Variety's Scores

For 17,825 reviews, this publication has graded:
  • 52% higher than the average critic
  • 4% same as the average critic
  • 44% lower than the average critic
On average, this publication grades 2.3 points lower than other critics. (0-100 point scale)
Average Movie review score: 63
Highest review score: 100 IMAX: Hubble 3D
Lowest review score: 0 Divorce: The Musical
Score distribution:
17825 movie reviews
  1. The movie, despite enthralling moments, is so self-intoxicated by its blissed-out vision of global healing that it’s a little soft.
  2. Its potent sense of place and underlying ideas never compensate for the tiresome millennial musings that constitute most of its runtime.
    • 70 Metascore
    • 70 Critic Score
    Viewers are left feeling that it's still a male-dominated profession, but that determined women like these might just effect some small change.
  3. The Motel offers a fresh take on characters and conventions, and compels interest with shrewd, sympathy-inspiring storytelling.
  4. It's a very small pic but engagingly played by a fine cast.
  5. A spellbinding, sensationally effective thriller with a complex moral center.
  6. A satisfying and funny, if ironic, comedy intended for lovers of both the beast and/or sophisticated laughs.
  7. Ambitious, well made but not exactly rousing.
  8. An unusually low-key Filipino drama whose neo-realist air generally triumphs over the script's violent, tearful contrivances.
  9. A moving, elegiac, deeply contemplative work that leaves the viewer not with a save-the-world checklist, but rather a spirit of hopeful reflection.
  10. This slacker prince (Hawke) comprises a sinkhole at the center of adaptor-helmer Michael Almereyda's otherwise compelling contempo update.
  11. Lacks an edge of danger or excitement that might have brought the subject alive in more than a cerebral way.
  12. Fresh, funny, exquisitely bittersweet tour de force.
  13. Helmer-poet Amie Siegel delivers a provocative, confident film.
  14. Loud, tedious and unattractive in every sense, this barrage of blood set during the Franco regime combines the helmer's customary cartoonishness with horror and ups it a thousand notches.
  15. Gushing more blood and possessing more stamina than any number of Hollywood hack-'em-ups, writer-director Na Hong-jin's pulse-pounding, mordantly funny genre piece is at times messily convoluted, yet serious and full-bodied enough to achieve a genuinely tragic dimension.
  16. Detailing the birth, life and death of America's first major urban housing project in St. Louis, Chad Freidrichs' The Pruitt-Igoe Myth combines concise but thoroughgoing sociological-historical analysis and elegant cinematic resources in service of an uncommonly artful example of film journalism.

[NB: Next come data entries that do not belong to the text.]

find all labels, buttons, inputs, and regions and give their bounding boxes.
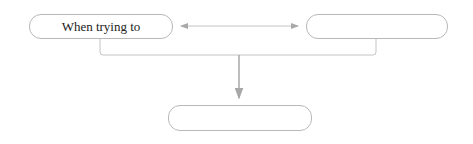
node-left[interactable]: When trying to	[29, 14, 173, 39]
node-bottom[interactable]	[168, 105, 312, 131]
merge-connector	[100, 38, 376, 55]
node-right[interactable]	[306, 14, 448, 39]
node-left-label: When trying to	[62, 19, 141, 35]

  17. Stevens offers a couple of revelations that bring the documentary to a dramatically and emotionally satisfying conclusion — and, not incidentally, leave a viewer with the pleasing sensation of discovering a worthy individual.
    • 70 Metascore
    • 70 Critic Score
    Fatal Assistance is a powerful indictment of the aid process, though Peck lets Haitian politicos off too lightly, and the voiceovers would be better on paper.
  18. Where the film goes is both unexpected and necessary, since however grounded and relatable these thinly detailed characters might be, the movie doesn’t actually seem to be going anywhere.

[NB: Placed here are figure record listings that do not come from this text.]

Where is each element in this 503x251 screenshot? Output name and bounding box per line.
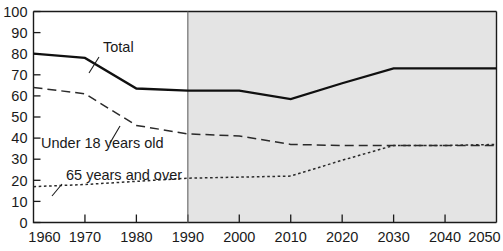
x-tick-label: 1990 — [172, 229, 204, 245]
x-tick-label: 2050 — [468, 229, 500, 245]
series-annotation-label: Under 18 years old — [41, 135, 164, 151]
chart-canvas: 0102030405060708090100 19601970198019902… — [0, 0, 503, 251]
x-tick-label: 2000 — [223, 229, 255, 245]
projection-region-fill — [188, 12, 497, 223]
y-tick-label: 20 — [11, 173, 27, 189]
x-axis-tick-labels: 1960197019801990200020102020203020402050 — [28, 229, 500, 245]
series-annotation-label: Total — [103, 39, 134, 55]
y-tick-label: 30 — [11, 151, 27, 167]
x-tick-label: 2030 — [377, 229, 409, 245]
y-tick-label: 0 — [19, 215, 27, 231]
y-tick-label: 10 — [11, 194, 27, 210]
y-tick-label: 70 — [11, 67, 27, 83]
x-tick-label: 1970 — [69, 229, 101, 245]
y-tick-label: 100 — [3, 4, 27, 20]
y-tick-label: 60 — [11, 88, 27, 104]
y-tick-label: 90 — [11, 25, 27, 41]
series-inline-annotations: TotalUnder 18 years old65 years and over — [41, 39, 182, 196]
series-annotation-label: 65 years and over — [66, 167, 182, 183]
x-tick-label: 2040 — [429, 229, 461, 245]
y-axis-tick-labels: 0102030405060708090100 — [3, 4, 27, 231]
x-tick-label: 1980 — [120, 229, 152, 245]
y-axis-tick-marks — [34, 12, 41, 223]
y-tick-label: 80 — [11, 46, 27, 62]
y-tick-label: 40 — [11, 130, 27, 146]
x-tick-label: 2010 — [275, 229, 307, 245]
projection-shaded-region — [188, 12, 497, 223]
x-tick-label: 2020 — [326, 229, 358, 245]
annotation-leader-line — [52, 184, 62, 196]
y-tick-label: 50 — [11, 109, 27, 125]
dependency-ratio-line-chart: 0102030405060708090100 19601970198019902… — [0, 0, 503, 251]
x-tick-label: 1960 — [28, 229, 60, 245]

  19. A mesmerizing glimpse into Sarno’s search for a sub-Saharan Walden and the implications of that choice.
  20. As the hours roll slowly past, it’s hard not to feel that this epic achievement in monotonous misery might have retained its impact at a fraction of the length, and that even our grimmest truth-tellers might well find themselves capable of saying more with less.

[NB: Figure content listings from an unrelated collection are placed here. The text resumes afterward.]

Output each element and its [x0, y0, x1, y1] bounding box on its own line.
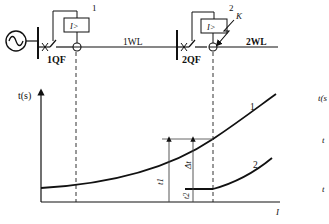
- t1-label: t1: [155, 178, 165, 185]
- curve-1-label: 1: [250, 102, 255, 112]
- relay-2-label: I>: [206, 22, 216, 32]
- x-axis-label: I: [275, 207, 280, 217]
- breaker-2qf-icon: [177, 40, 207, 51]
- breaker-2-label: 2QF: [182, 54, 201, 65]
- cropped-t-label-a: t: [322, 135, 325, 145]
- relay-2-number: 2: [229, 3, 234, 13]
- t2-label: t2: [182, 193, 191, 199]
- relay-1-label: I>: [69, 21, 79, 31]
- relay-1-number: 1: [92, 3, 97, 13]
- breaker-1qf-icon: [38, 40, 73, 51]
- fault-arrow-icon: [218, 20, 234, 44]
- delta-t-label: Δt: [183, 161, 193, 170]
- y-axis-label: t(s): [18, 90, 31, 102]
- fault-point-label: K: [235, 11, 243, 21]
- line-1-label: 1WL: [123, 37, 143, 47]
- curve-2-label: 2: [253, 160, 258, 170]
- protection-coordination-diagram: 1QF I> 1 1WL 2QF I> 2 K 2WL t(s) I: [0, 0, 329, 224]
- current-transformer-2-icon: [209, 43, 217, 51]
- line-2-label: 2WL: [246, 37, 267, 47]
- cropped-t-label-b: t: [322, 184, 325, 194]
- breaker-1-label: 1QF: [47, 54, 66, 65]
- curve-2: [185, 158, 272, 189]
- cropped-y-label: t(s: [318, 93, 327, 103]
- ac-source-icon: [6, 31, 26, 51]
- current-transformer-1-icon: [73, 43, 81, 51]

  21. Despite its familiarity, Chapter & Verse manages to make its material both fresh and authentic.
  22. Hepburn’s film eschews the expected emotional progression of a grief drama by focusing as much on continuing pain as sudden mourning.
    • 70 Metascore
    • 60 Critic Score
    Overly-long, it nevertheless carries sock appeal in suspenseful racing sequences and its principals in a realistically-developed marital romance score strongly.
  23. If terror is not particularly sought after, there is still sufficient tension, and downplaying the story’s fantastical aspect in favor of psychological conflicts lends the whole a persuasive pathos.
  24. The Thief Collector is a nimble and entertaining dissection of a crime. It’s also a portrait of art and obsession. But by the time it makes you say “Oh. My. God.,” it’s a movie that has used art to touch something essential about how strangers — or maybe I should just say the downright strange — walk among us.
    • 70 Metascore
    • 50 Critic Score
    Niagara is a morbid, cliched expedition into lust and murder.
    • 70 Metascore
    • 40 Critic Score
    Perhaps the film is a triumph of controlled and deliberate mediocrity, but it still closer resembles a clumsy carbon of a bad satire on the original.
  25. Hall and Gandersman compel enough interest to pull viewers through, even if they may find the fadeout less than satisfying.